He was well versed in the repertoire across epochs, from Shakespeare and Goldoni to German classics, including "Faust I and II" (1980 in Hamburg), as well as Schnitzler and Horvath to Genet and Pinter, but he has repeatedly left the beaten track and found himself in the bushes of the unknown, also misunderstood.

With "Komödie der Vanity" (1978 in Basel) and "Die Befristeten" (1983 in Stuttgart) he recalled that Elias Canetti is a playwright beyond "Hochzeit".

He also defied convention with the pieces by the eccentric surrealist Raymond Roussel: in 1977 he ventured into “The Star on Your Forehead” in Basel, and in 1981 “Sonnenstaub” in Berlin.

And how was that with Fritz von Herzmanovsky-Orlando and his play - it's really called that!

– "Baby Wallenstein or Prince Hamlet the Easter Bunny or 'Selawie'"?

Holder's nonsense, the silliness of nobility, fizzy lemonade, which becomes a louse primonade and sparkled as theater at the premiere in Zurich in 1984 and was appreciated with constant laughter.

Theater as an echo chamber of contemporary history

The director, who originally wanted to be a conductor, had an ear for the music of the texts, which made his scenic access verbatim, strict, often steep.

The stylizations also allowed brittle and bulky originals to gain form and stability: such as "Clara S.", the second play by Elfriede Jelinek, with the premiere of which (1982 in Bonn) he encouraged the author in her difficult love for the theater, or also the furious one First by Rainald Goetz, "War" (1987 also in Bonn), which he turned into a gloomy revue.

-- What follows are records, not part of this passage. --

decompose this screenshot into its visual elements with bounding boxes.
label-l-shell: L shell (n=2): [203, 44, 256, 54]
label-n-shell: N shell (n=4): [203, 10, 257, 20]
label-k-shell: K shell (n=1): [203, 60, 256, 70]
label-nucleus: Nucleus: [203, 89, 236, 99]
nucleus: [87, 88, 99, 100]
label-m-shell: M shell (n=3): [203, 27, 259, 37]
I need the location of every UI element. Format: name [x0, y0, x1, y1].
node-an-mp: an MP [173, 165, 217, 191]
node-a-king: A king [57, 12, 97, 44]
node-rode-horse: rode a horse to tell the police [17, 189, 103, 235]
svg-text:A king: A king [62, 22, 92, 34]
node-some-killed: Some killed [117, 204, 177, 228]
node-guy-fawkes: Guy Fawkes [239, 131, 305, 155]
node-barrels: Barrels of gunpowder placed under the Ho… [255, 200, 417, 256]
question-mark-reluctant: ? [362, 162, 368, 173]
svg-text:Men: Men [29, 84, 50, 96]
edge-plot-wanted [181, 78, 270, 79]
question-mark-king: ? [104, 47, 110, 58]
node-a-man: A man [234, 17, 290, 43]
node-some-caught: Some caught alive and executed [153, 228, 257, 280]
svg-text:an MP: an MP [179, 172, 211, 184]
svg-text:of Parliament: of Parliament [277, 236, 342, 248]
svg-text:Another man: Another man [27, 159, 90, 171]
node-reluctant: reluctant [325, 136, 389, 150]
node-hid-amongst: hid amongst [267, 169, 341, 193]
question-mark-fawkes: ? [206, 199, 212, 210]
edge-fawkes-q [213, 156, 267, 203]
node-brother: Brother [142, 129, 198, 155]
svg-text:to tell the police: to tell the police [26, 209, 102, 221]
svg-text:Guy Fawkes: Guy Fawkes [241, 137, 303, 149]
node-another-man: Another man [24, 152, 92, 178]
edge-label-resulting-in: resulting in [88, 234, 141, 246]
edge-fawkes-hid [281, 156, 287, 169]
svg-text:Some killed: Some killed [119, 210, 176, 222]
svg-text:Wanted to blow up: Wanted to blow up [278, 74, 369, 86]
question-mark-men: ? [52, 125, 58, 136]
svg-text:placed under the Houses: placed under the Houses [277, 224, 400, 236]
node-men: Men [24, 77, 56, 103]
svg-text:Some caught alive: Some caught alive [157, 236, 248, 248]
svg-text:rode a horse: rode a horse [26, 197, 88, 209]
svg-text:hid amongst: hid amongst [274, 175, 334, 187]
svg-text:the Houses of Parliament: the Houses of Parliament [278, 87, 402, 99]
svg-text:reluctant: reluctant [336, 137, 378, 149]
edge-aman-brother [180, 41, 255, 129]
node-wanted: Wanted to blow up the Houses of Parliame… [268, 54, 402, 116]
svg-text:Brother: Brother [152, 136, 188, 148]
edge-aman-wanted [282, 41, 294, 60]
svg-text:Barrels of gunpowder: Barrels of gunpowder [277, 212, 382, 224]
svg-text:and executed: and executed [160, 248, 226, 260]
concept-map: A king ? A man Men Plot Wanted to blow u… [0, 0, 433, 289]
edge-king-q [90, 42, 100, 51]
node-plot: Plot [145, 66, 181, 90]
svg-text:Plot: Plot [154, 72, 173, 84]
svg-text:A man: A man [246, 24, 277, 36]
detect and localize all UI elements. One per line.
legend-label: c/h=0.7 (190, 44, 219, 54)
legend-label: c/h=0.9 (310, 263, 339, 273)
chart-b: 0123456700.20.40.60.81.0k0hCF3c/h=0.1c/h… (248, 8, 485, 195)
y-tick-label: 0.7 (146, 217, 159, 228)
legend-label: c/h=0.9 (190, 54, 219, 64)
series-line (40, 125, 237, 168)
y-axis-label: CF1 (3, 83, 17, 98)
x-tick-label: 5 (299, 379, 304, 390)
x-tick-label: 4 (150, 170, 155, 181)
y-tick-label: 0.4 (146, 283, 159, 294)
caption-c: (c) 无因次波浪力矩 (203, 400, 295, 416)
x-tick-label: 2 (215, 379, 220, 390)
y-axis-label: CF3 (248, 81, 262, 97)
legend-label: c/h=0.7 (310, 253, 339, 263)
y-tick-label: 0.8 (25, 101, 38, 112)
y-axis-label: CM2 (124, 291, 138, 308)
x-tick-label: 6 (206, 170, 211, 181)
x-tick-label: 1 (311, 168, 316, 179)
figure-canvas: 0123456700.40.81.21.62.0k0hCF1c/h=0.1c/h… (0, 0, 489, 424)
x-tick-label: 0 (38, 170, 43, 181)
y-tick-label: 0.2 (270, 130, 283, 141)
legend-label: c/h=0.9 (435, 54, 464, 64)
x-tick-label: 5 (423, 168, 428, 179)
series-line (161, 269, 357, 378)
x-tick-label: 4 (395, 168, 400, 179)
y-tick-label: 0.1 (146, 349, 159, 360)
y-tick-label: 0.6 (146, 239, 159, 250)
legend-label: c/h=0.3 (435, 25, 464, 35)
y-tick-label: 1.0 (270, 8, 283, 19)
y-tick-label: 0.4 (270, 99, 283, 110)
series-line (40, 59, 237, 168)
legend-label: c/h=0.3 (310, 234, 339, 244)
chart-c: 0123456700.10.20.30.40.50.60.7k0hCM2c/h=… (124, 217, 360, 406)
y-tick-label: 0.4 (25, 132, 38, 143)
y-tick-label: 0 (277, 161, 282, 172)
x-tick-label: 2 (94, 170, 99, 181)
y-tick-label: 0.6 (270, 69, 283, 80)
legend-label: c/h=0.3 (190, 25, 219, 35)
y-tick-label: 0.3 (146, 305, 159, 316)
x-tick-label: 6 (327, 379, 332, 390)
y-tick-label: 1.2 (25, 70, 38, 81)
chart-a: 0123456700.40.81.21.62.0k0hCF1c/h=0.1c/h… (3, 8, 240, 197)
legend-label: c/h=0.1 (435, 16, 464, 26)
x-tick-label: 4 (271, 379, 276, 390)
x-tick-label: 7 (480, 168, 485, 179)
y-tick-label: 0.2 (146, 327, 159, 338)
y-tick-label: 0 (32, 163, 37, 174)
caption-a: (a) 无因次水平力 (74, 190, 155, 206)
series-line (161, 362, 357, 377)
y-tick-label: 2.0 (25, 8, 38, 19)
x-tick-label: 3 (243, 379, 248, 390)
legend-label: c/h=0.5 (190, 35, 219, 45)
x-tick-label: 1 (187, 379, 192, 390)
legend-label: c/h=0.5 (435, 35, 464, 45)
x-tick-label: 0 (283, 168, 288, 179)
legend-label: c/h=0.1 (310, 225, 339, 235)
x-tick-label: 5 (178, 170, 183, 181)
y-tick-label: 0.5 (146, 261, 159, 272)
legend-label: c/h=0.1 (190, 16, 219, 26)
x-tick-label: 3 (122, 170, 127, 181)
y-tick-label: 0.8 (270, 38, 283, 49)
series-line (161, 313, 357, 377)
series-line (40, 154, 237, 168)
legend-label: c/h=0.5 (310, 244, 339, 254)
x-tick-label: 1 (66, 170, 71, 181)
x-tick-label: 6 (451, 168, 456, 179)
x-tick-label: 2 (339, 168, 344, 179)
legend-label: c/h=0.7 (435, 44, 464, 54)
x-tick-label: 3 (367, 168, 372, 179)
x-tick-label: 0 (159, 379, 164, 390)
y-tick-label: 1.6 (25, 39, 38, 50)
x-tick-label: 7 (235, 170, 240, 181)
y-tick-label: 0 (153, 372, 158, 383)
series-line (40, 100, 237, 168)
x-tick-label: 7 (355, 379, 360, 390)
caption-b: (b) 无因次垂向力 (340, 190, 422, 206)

The production of Büchner's "Danton's Death", which Hollmann brought out shortly after November 9, 1989, was remembered most strongly.

What happened on the street in Leipzig echoed on the stage in Düsseldorf.

The theater became an echo chamber of contemporary history: not by depicting it, but by bringing up the emotions and driving forces of its actors.

The word of the year was also in the drama: "We are the people!" It was almost always present on the scene: as the subject of the story.

A historic stroke of luck.

And an artistic one.

Big city theatre, visually powerful and moving.

Born in Graz in 1933 as the son of a music teacher and privy councillor, Hans Hollmann was a doctor of law at the age of twenty-three.

and at twenty-five graduated actor.

After ten years as a journeyman at the Vienna Theater in der Josefstadt, he worked as a freelance director from 1968, also in the opera;

from 1992 to 2006 he held a professorship for directing in Frankfurt.

Only once more, from 1975 to 1978, did he have a permanent position as director of the Basler Theater.

Hans Hollmann died in Basel on Sunday at the age of 89.